I travelled through Bartica, Moruca, Mabaruma, Port Kaituma, Berbice, Anna Regina and Charity in Essequibo, and everywhere people complain that the Presidential powers pose the biggest problem. A re-migrant Guyanese in Leonora, who is a successful business entrepreneur in New York owning a multi-million dollar business, wept when he talked about how the President and certain Ministers of the government stifled his development initiatives in his homeland, Leonora.

I asked Khemraj Ramjattan, Moses Nagamootoo, Raphael Trotman and Richard Van West Charles as they moved out in communities talking to people, why people complain about this issue so much.

They all serve this country as lawyers and Parliamentarians. Trotman, Ramjattan, Nagamootoo, and medical doctor Van West Charles all said that their primary goal is to see the powers of the Presidency abolished. That’s what people want them to do. That’s what people told me they suffer from. People know their plight, and they have the solution.
I have reached out to government Ministers and not one of them expressed dismay that people suffer from this today, 19 years after the promise. And the Presidential candidate of the ruling party stupidly pledged on the campaign trail to “continue” with the old way of doing things.

The problem we face in these national elections is simple: the government needs to be answerable to the people who elect it to power. Everywhere people complain about the lack of local government elections over the past 17 years. Everywhere people complain about lack of access to State media resources. Everywhere people complain that the President and Ministers act like they own the country, making people feel they are helpless to manage themselves.

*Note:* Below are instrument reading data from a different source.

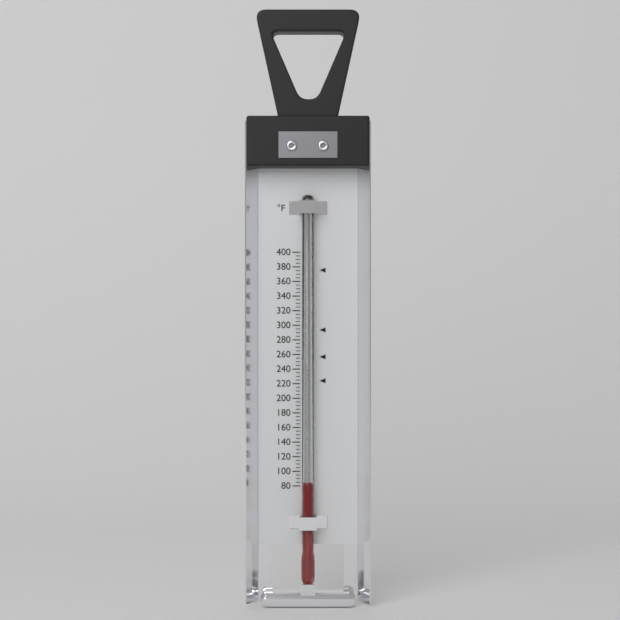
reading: 85 °F
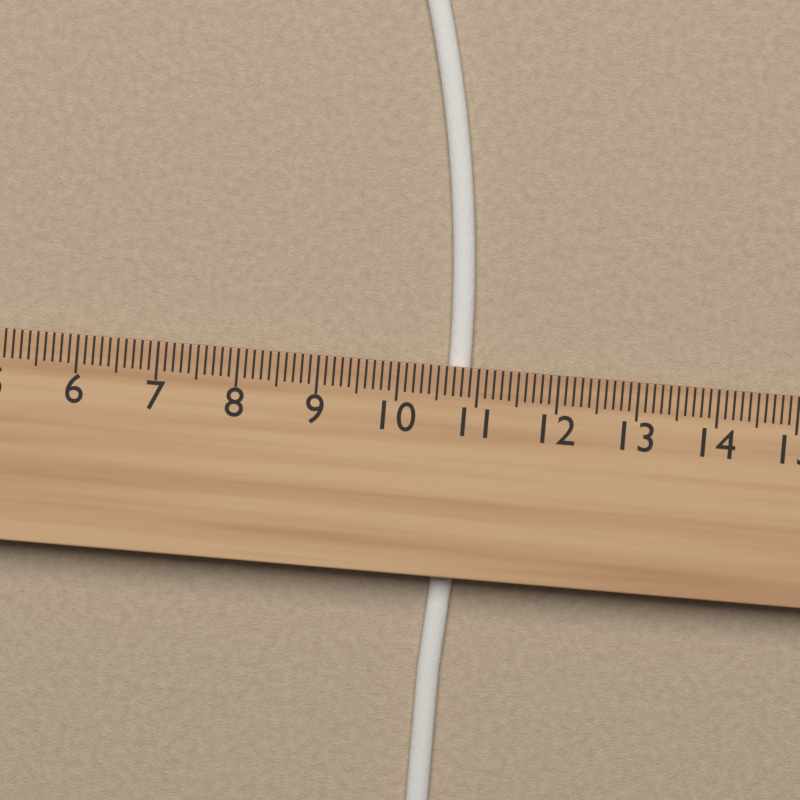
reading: 10.9 cm
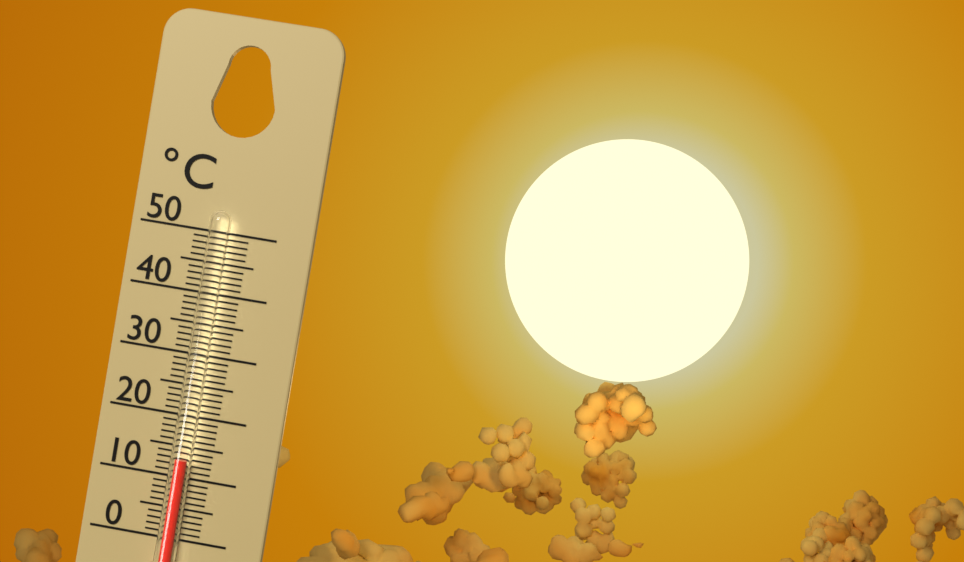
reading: 13 °C
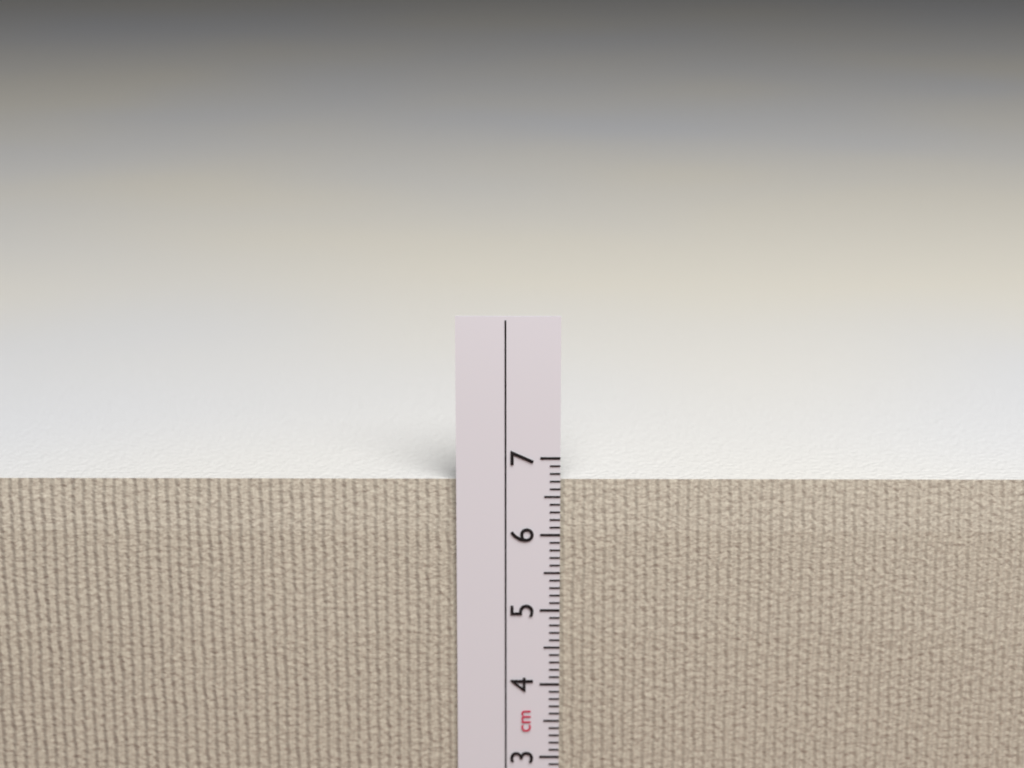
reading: 6.7 cm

People like Ramjattan, Trotman, Van West Charles and Nagamootoo said that these complaints from people are real. They all said it’s the reason they quit their old parties to work in a rival party, and their goal is to transform the political culture of the land. So we are not hopelessly lost. There are leaders who work tirelessly, willing to do what it takes. In that, the country is blessed. In that, the nation stands strong, because once people care and sacrificially work to get the job done, there is hope.
In that hope, many across the land express optimism.

We have to come as a nation to realize that we lack leadership skills. And so leaders of all persuasion and background must learn to embrace each other and work together to solve the vacuum that pulls this nation towards the abyss of a depressed general populace.

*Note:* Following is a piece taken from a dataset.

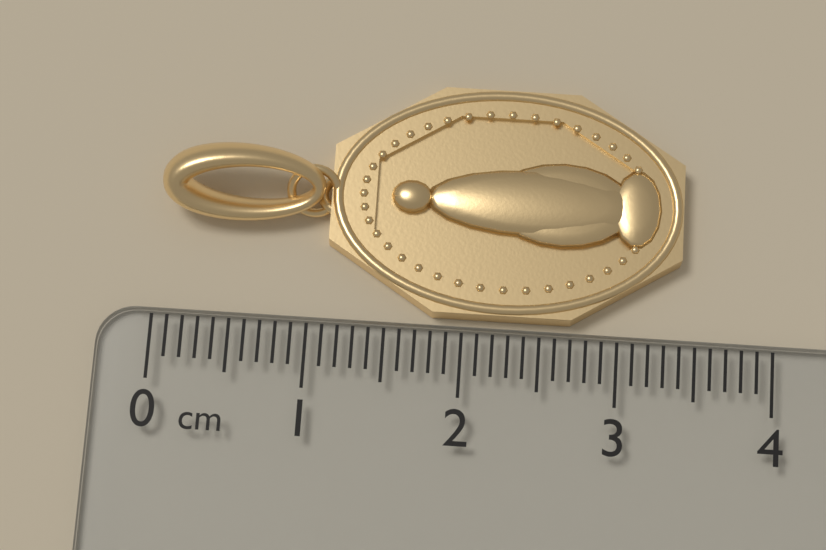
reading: 3.4 cm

The Guyana Chronicle once slandered me with a label of bias, calling me “opposition” because as a writer I seek to play a role in generating sound leadership for the country. All I do is look for what would work to improve what’s wrong with our nation, and write about it. So I have personal experience of the government’s arrogance and stupidity in how it sees the role of its citizens. People complain that they constantly make suggestions to their local council, to ministers and to government officials, and they feel they are always shut out.

Amerindians in Moruca complained that the council serves its own interests and ignore residents’ pleas, with State contracts granted to relatives of a powerful figure. One labourer employed at the council said he wasn’t paid for two months.

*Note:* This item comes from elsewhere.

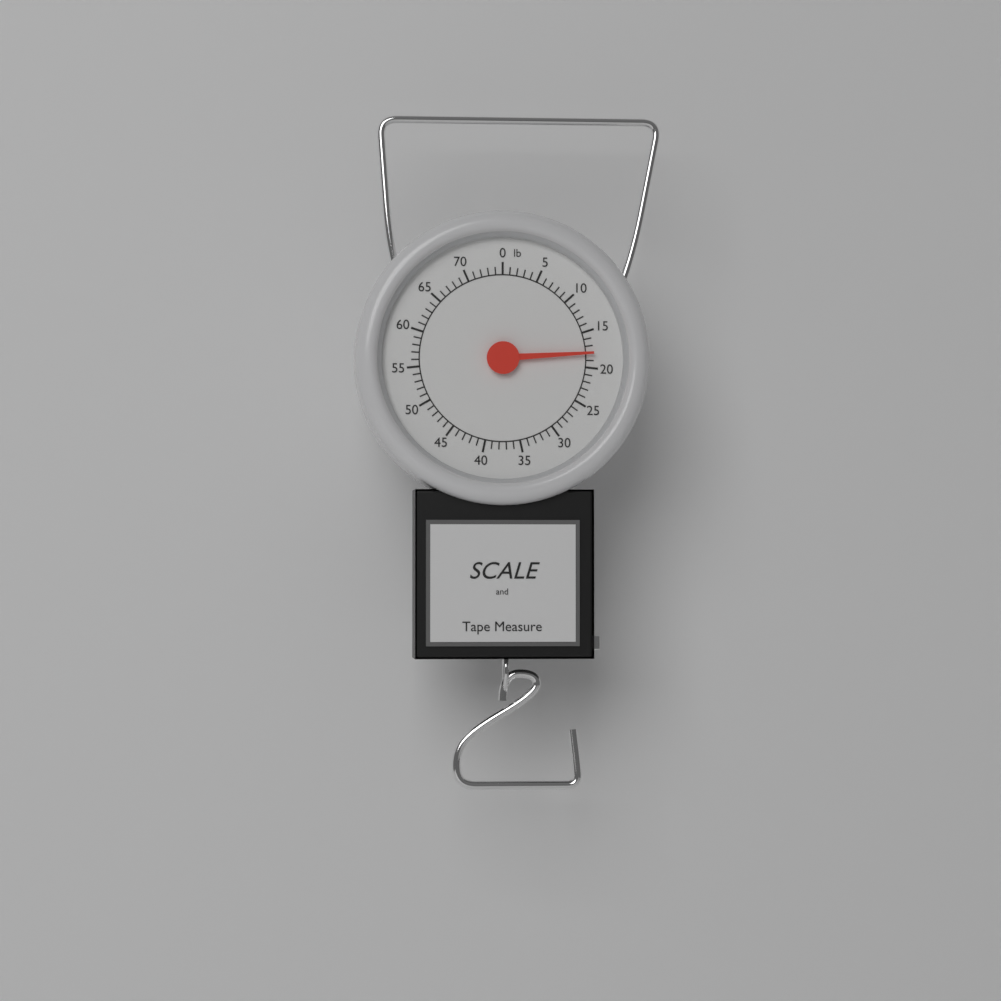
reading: 18 lb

At Mabaruma and the 18th century-looking American wild west town of Port Kaituma, people said they have given up on government. In their minds they see anarchy, with government far removed from making a contribution to their lives.

With mining such a massive part of the economy, it is a grave paradox that the town is so miserable. These mining companies are large multinationals, but no provision was made in the mining agreements for local community development as an offshoot of the business deal.

The beauty of Guyana is heart-breaking, given that the people suffer from this one thing – too much power in the hands of the Comrade President.